The evidence now available suggests that the nuclear bombing was not decisive in persuading Japan to surrender. The emperor and the war leadership were told about the atomic bombing but it did not affect their will to continue the war. The Soviet invasion did. Without the Soviet entry into the war the Japanese would have continued to fight until quite a few more atomic bombs had been dropped, until there had been a successful US invasion of the home islands and continued aerial bombardment, combined with a naval blockade. President Harry Truman had a workable alternative to using the atom bomb — to cooperate with Stalin, as Roosevelt and Churchill had done on the Western front.

When the Red Army invaded Manchuria the Japanese political leaders were taken by total surprise. The invasion undermined their confidence as well as punching a fatal hole in its strategic plan. Without Japan’s surrender Tokyo knew that the Soviets would occupy Manchuria, southern Sakhalin, the Kuril Islands and a good half of Korea and then move further southward into the mainland. Moreover, it would have compelled Truman to concede Soviet participation in Japan’s post war occupation.
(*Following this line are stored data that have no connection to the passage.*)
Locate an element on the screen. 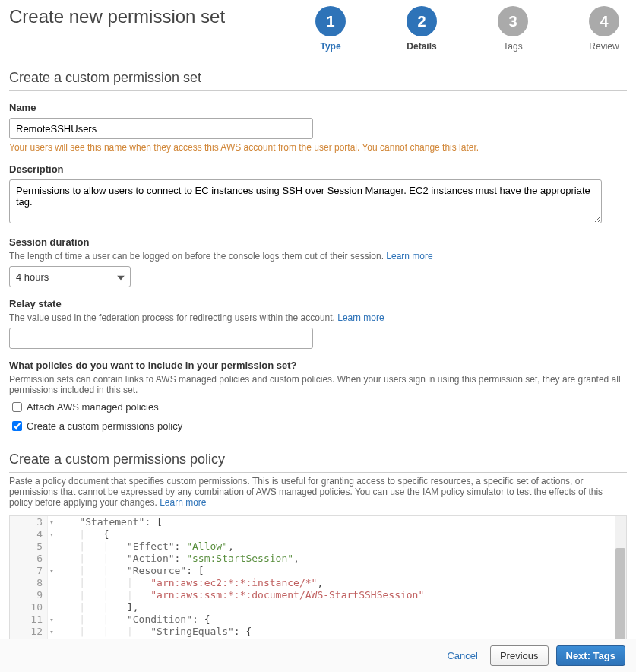  line-number: 7 is located at coordinates (29, 571). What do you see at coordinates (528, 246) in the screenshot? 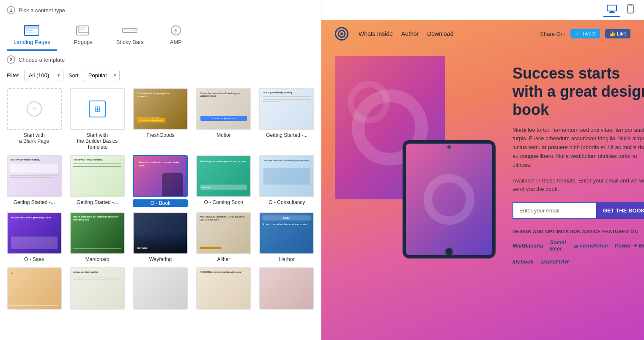
I see `logo-mailbanana: MailBanana` at bounding box center [528, 246].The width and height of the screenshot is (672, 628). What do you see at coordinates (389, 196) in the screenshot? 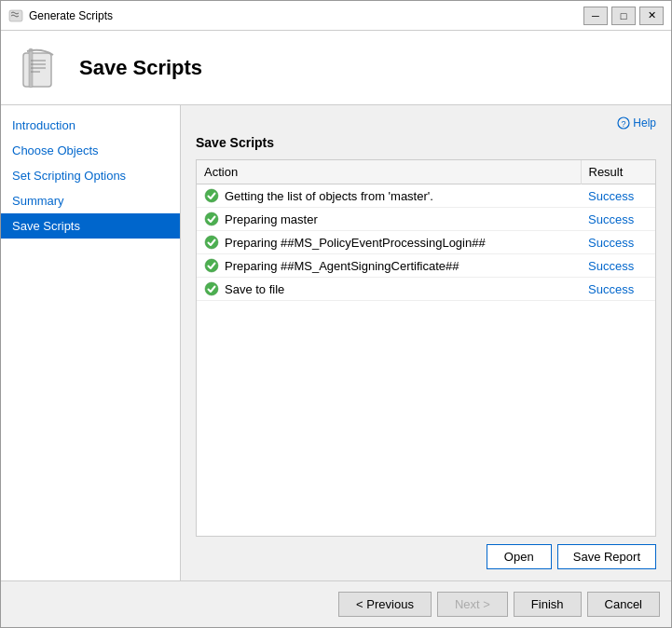
I see `action-cell: Getting the list of objects from 'master…` at bounding box center [389, 196].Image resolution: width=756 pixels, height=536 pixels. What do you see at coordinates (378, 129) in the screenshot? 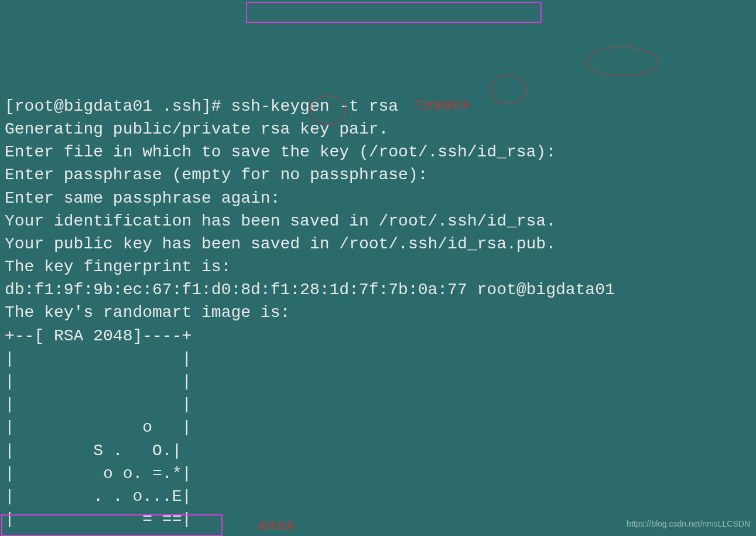
I see `output-line: Generating public/private rsa key pair.` at bounding box center [378, 129].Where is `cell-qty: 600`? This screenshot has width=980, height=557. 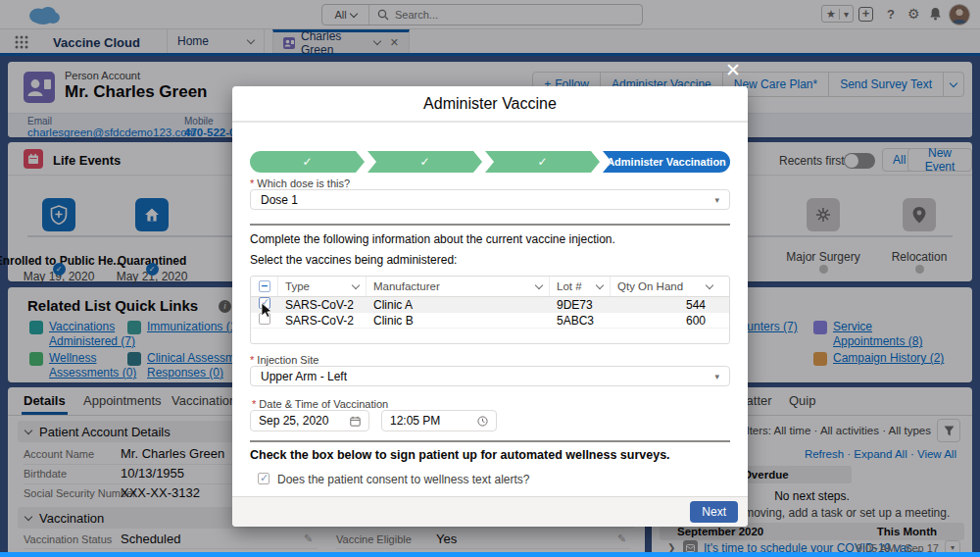 cell-qty: 600 is located at coordinates (664, 321).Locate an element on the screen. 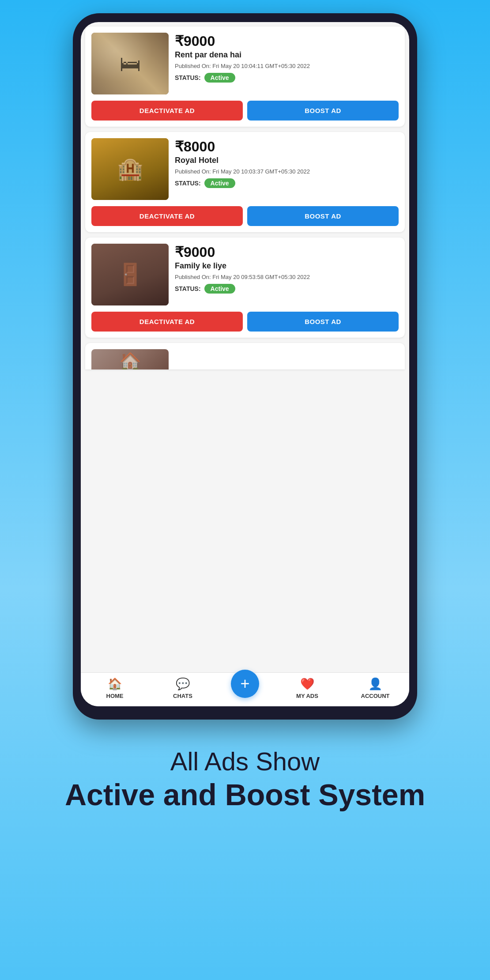 This screenshot has height=980, width=490. ad-status-badge-2: Active is located at coordinates (220, 183).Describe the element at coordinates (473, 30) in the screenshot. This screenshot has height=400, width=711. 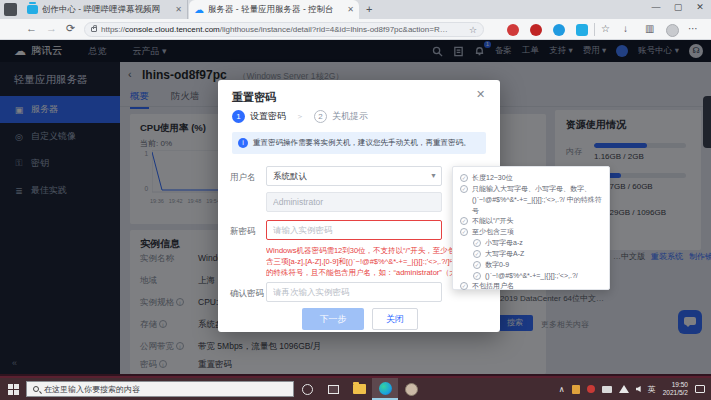
I see `bookmark-star-icon: ☆` at that location.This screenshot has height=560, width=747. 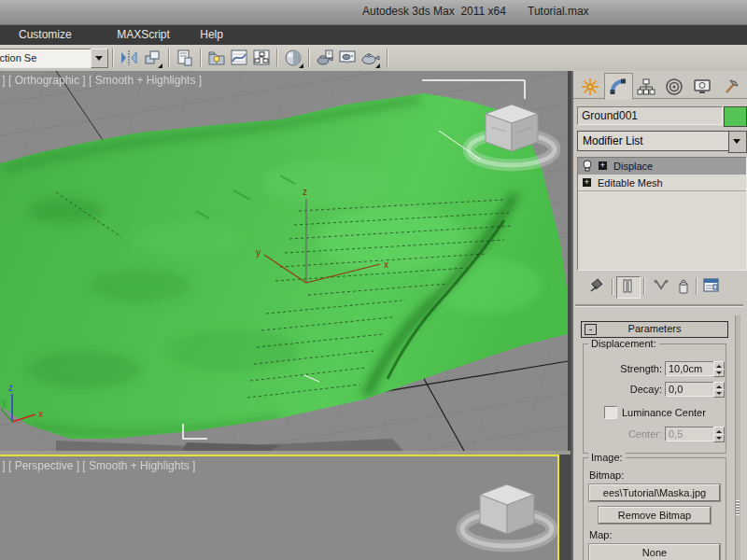 I want to click on strength-spinner, so click(x=719, y=369).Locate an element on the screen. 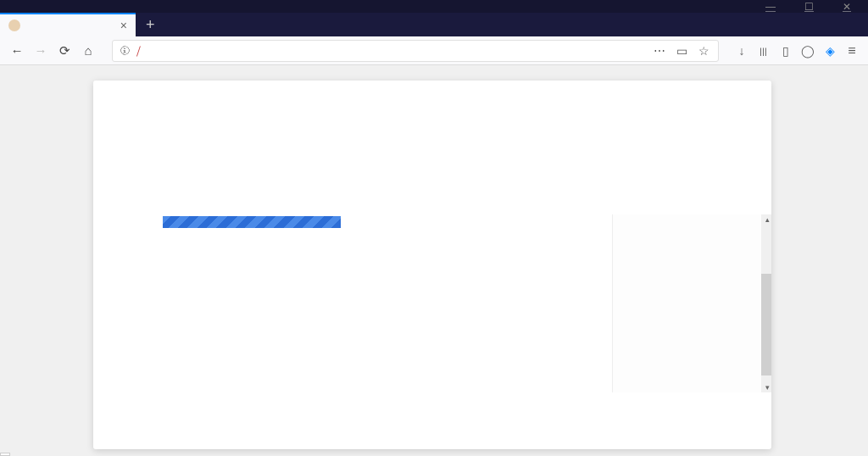  downloads-icon: ↓ is located at coordinates (742, 51).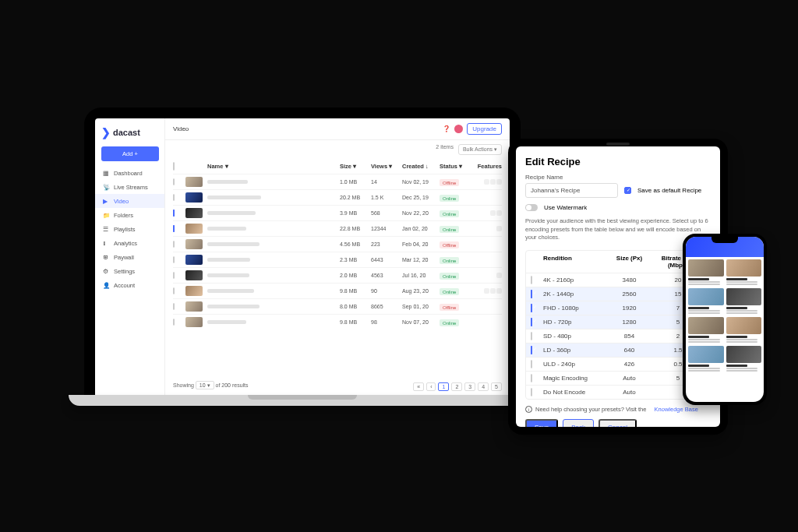 Image resolution: width=798 pixels, height=532 pixels. What do you see at coordinates (106, 187) in the screenshot?
I see `nav-icon: 📡` at bounding box center [106, 187]. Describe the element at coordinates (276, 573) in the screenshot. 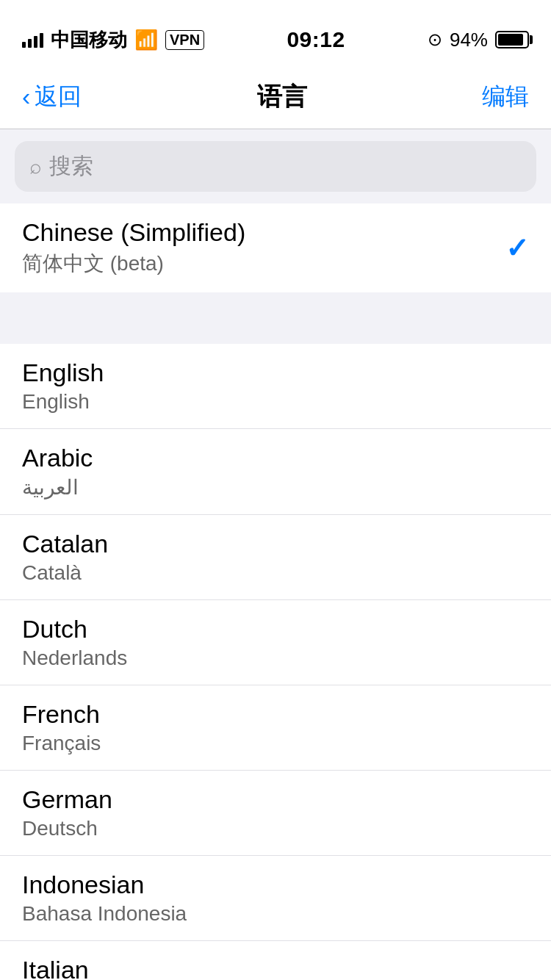

I see `language-item-native: Català` at that location. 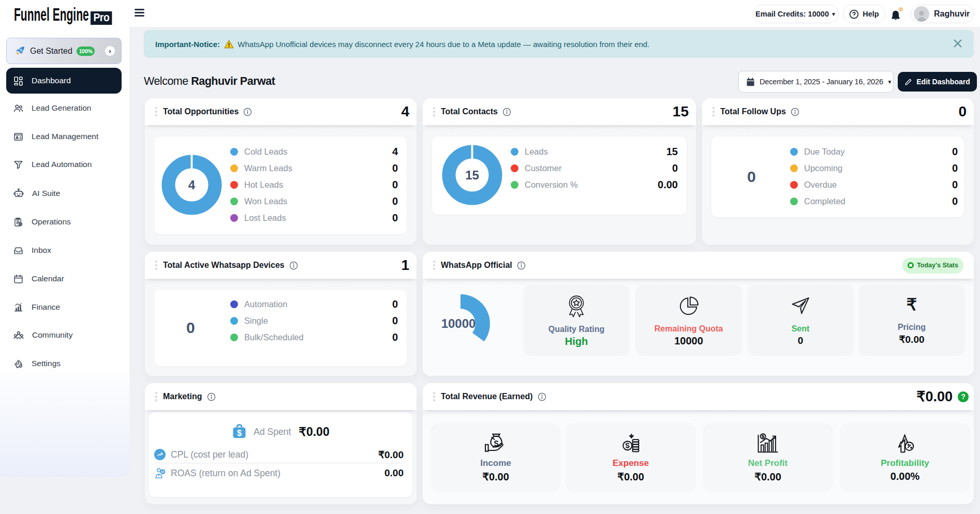 What do you see at coordinates (458, 324) in the screenshot?
I see `svg-text: 10000` at bounding box center [458, 324].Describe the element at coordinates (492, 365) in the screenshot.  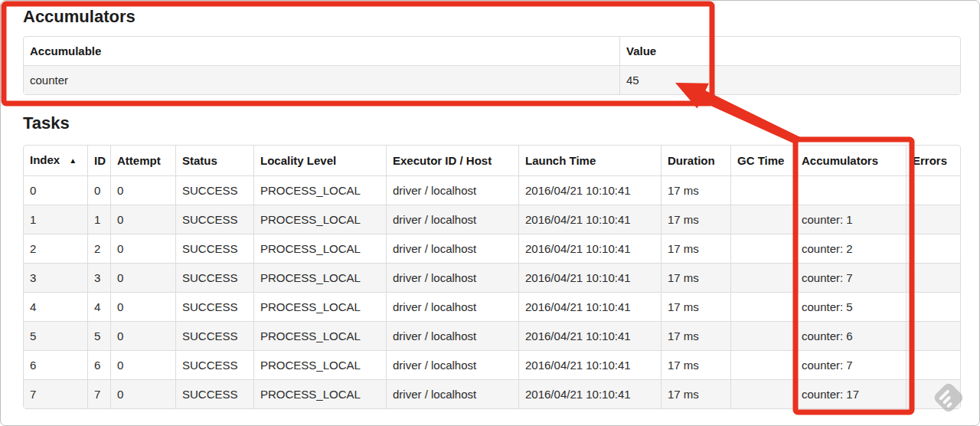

This, not the nuclear bombing, was the key factor. The US conventional bombing attacks on Japanese cities in the spring and summer of 1945 were almost as devastating as Hiroshima. They often caused more damage and even more casualties. Altogether 66 Japanese cities were attacked that summer, and a typical raid of 500 bombers could deliver five kilotons of bombs. The Hiroshima bomb was the equivalent of 16 kilotons, only three times bigger than the average conventional raid.

Yet neither the conventional nor the nuclear bombing turned the heads of Japan’s leaders. Its Supreme Council did not meet until two days after the Hiroshima attack of Aug. 6. Yet when the Soviets intervened on Aug. 9 word reached Tokyo by 4.30 a.m. and the Supreme Council met by 10.30 a.m. Following Hiroshima, Emperor Hirohito took no action. He merely asked for “more details.” When he heard of the Soviet invasion he immediately summoned Lord Privy Seal Koichi Kido and told him, “In the light of the Soviet entry… It is all the more urgent to find a means to end the war.”

After the war Kido confessed, “If military leaders could convince themselves they were defeated by the power of science but not by lack of spiritual power or strategic errors, they could save face.” The Americans were only too happy to oblige in this 1945 political spin. If the bomb did it then the US had been the prime instrument in Japan’s defeat. If the bomb did it US prowess would be enhanced throughout the world.

Today’s Japanese want to know exactly why the great nuclear accident occurred. But before the wartime generation shuffle away they should demand that the truth about Hiroshima and Nagasaki should be explained too. It will give a measure of peace to a nation’s troubled mind.

Arab News

Arab News is Saudi Arabia's first English-language newspaper. It was founded in 1975 by Hisham and Mohammed Ali Hafiz. Today, it is one of 29 publications produced by Saudi Research & Publishing Company (SRPC), a subsidiary of Saudi Research & Marketing Group (SRMG).